Thursday, 8 January 2015

Comic review: Ant Man #1- Emasculated comic book reader meet emasculated comic book ‘hero’


Writer: Nick Spencer
Artist: Ramon Rosanos
Publisher: Marvel (Disney) Entertainment
Released: 7th January 2015


Ant-Man #1 is an utterly depressing read, from beginning to end.

Our very contemporary super hero is powerless, emasculated, weak and pathetic. Everything about him screams loser. He is an unemployed part-time father, a desperate nobody who lives to see his young daughter, when his ex-wife allows it, of course. There is nothing aspirational about his life. If a young kid read this book the last thing he would want to happen in his life would be to grow up and be anything like Ant Man. Nobody would want to be Ant Man, not even Ant Man himself.

That’s what puzzles me. Who is this book aimed at? Not kids, that’s for sure. Perhaps it’s going for the middle aged male who is bossed around by his ex-wife and told that he’s not allowed to see his kids anymore, but still has to pay for them, obviously?

But why would this victimised and downtrodden section of our broken western society want to read a comic book that reminds them of just how much they are being screwed over? Does a depressed middle aged man really want to spend his ‘escapist’ free time reading comic books where so-called ‘heroes’ have lives that are just as imprisoned as their own?

Scott (Ant-Man) Lang begs for employment, gets arrested because he’s a sucker for empty consumerism, gets divorced from his perfect wife, has to care for his sick daughter, fails at his career as superhero, begs for employment again, gets nagged at by his cropped haired feminist ex-wife, gets mocked by teenage superheroes, ends up stalking Tony Stark as he makes out with a hot young girl, gets a pity job and ends up living in a box, the only thing that a pathetic loser like Ant Man can afford to live in.

Seriously, I’ve never read anything more depressing in my entire life, and it’s all done in a jokey, carefree tone with Ant Man himself acting as the most pathetic narrator imaginable.

It’s a celebration of powerlessness, of being a man completely and utterly without balls, without pride, without dignity, without anything other than the sense of duty that he has to do what his ex-wife tells him to do and to look after his sick daughter, but only when she allows him the privilege of doing so.

I guess you could say that Ant Man is the comic book personification of the feminised liberal man of 2015. He’s a loser, knows that he’s a loser, and he’s happy to remain a loser.

This is not a superhero, it’s Marvel comics looking at its readers, and reflecting that image of their readers into their comic books. Writer Nick Spencer obviously thinks that his readers will identify with Ant Man, and that tells me that he sees his readers as middle aged, emasculated, unemployed, part time Dad’s with visitation hours and desperation dominating their utterly depressing lives. Hey, it’s the liberal dream I guess. So, in the final equation, this book wasn’t completely useless. It was illustrative, and told me everything I needed to know about how Marvel Comics views it’s remaining readership base.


### The task:
Give back every record below, character for character.

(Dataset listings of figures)
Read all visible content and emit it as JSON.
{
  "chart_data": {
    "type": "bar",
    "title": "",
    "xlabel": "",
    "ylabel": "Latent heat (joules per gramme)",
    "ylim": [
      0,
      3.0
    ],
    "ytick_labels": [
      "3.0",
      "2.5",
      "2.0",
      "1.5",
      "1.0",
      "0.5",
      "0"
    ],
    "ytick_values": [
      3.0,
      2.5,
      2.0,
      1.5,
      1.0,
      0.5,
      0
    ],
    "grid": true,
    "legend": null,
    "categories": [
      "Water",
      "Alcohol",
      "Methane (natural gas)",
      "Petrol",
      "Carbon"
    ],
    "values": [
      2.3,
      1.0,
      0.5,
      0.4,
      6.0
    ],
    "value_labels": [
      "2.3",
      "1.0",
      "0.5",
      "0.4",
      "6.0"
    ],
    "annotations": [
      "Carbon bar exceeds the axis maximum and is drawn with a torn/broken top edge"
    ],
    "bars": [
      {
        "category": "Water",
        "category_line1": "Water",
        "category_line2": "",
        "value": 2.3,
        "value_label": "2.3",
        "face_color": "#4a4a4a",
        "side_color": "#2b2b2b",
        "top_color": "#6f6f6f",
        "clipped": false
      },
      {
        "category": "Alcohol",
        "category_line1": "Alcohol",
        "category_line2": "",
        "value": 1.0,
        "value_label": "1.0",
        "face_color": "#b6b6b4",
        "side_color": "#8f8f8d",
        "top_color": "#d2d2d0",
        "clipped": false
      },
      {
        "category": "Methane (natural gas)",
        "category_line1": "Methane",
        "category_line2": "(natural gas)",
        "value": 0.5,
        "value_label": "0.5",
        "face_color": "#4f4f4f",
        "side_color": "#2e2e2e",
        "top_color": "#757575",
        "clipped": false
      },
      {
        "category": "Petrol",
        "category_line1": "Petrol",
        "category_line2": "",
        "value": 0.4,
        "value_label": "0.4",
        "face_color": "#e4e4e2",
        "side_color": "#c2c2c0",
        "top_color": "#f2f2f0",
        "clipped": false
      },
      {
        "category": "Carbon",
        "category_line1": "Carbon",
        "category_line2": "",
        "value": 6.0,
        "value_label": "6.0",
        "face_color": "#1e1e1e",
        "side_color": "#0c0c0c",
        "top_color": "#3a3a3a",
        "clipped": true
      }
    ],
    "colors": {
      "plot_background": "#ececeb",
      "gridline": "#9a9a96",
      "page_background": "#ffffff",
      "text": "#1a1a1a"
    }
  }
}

### Answer space:
Read all visible content and emit it as JSON.
{
  "chart_data": {
    "type": "bar",
    "title": "",
    "xlabel": "",
    "ylabel": "Latent heat (joules per gramme)",
    "ylim": [
      0,
      3.0
    ],
    "ytick_labels": [
      "3.0",
      "2.5",
      "2.0",
      "1.5",
      "1.0",
      "0.5",
      "0"
    ],
    "ytick_values": [
      3.0,
      2.5,
      2.0,
      1.5,
      1.0,
      0.5,
      0
    ],
    "grid": true,
    "legend": null,
    "categories": [
      "Water",
      "Alcohol",
      "Methane (natural gas)",
      "Petrol",
      "Carbon"
    ],
    "values": [
      2.3,
      1.0,
      0.5,
      0.4,
      6.0
    ],
    "value_labels": [
      "2.3",
      "1.0",
      "0.5",
      "0.4",
      "6.0"
    ],
    "annotations": [
      "Carbon bar exceeds the axis maximum and is drawn with a torn/broken top edge"
    ],
    "bars": [
      {
        "category": "Water",
        "category_line1": "Water",
        "category_line2": "",
        "value": 2.3,
        "value_label": "2.3",
        "face_color": "#4a4a4a",
        "side_color": "#2b2b2b",
        "top_color": "#6f6f6f",
        "clipped": false
      },
      {
        "category": "Alcohol",
        "category_line1": "Alcohol",
        "category_line2": "",
        "value": 1.0,
        "value_label": "1.0",
        "face_color": "#b6b6b4",
        "side_color": "#8f8f8d",
        "top_color": "#d2d2d0",
        "clipped": false
      },
      {
        "category": "Methane (natural gas)",
        "category_line1": "Methane",
        "category_line2": "(natural gas)",
        "value": 0.5,
        "value_label": "0.5",
        "face_color": "#4f4f4f",
        "side_color": "#2e2e2e",
        "top_color": "#757575",
        "clipped": false
      },
      {
        "category": "Petrol",
        "category_line1": "Petrol",
        "category_line2": "",
        "value": 0.4,
        "value_label": "0.4",
        "face_color": "#e4e4e2",
        "side_color": "#c2c2c0",
        "top_color": "#f2f2f0",
        "clipped": false
      },
      {
        "category": "Carbon",
        "category_line1": "Carbon",
        "category_line2": "",
        "value": 6.0,
        "value_label": "6.0",
        "face_color": "#1e1e1e",
        "side_color": "#0c0c0c",
        "top_color": "#3a3a3a",
        "clipped": true
      }
    ],
    "colors": {
      "plot_background": "#ececeb",
      "gridline": "#9a9a96",
      "page_background": "#ffffff",
      "text": "#1a1a1a"
    }
  }
}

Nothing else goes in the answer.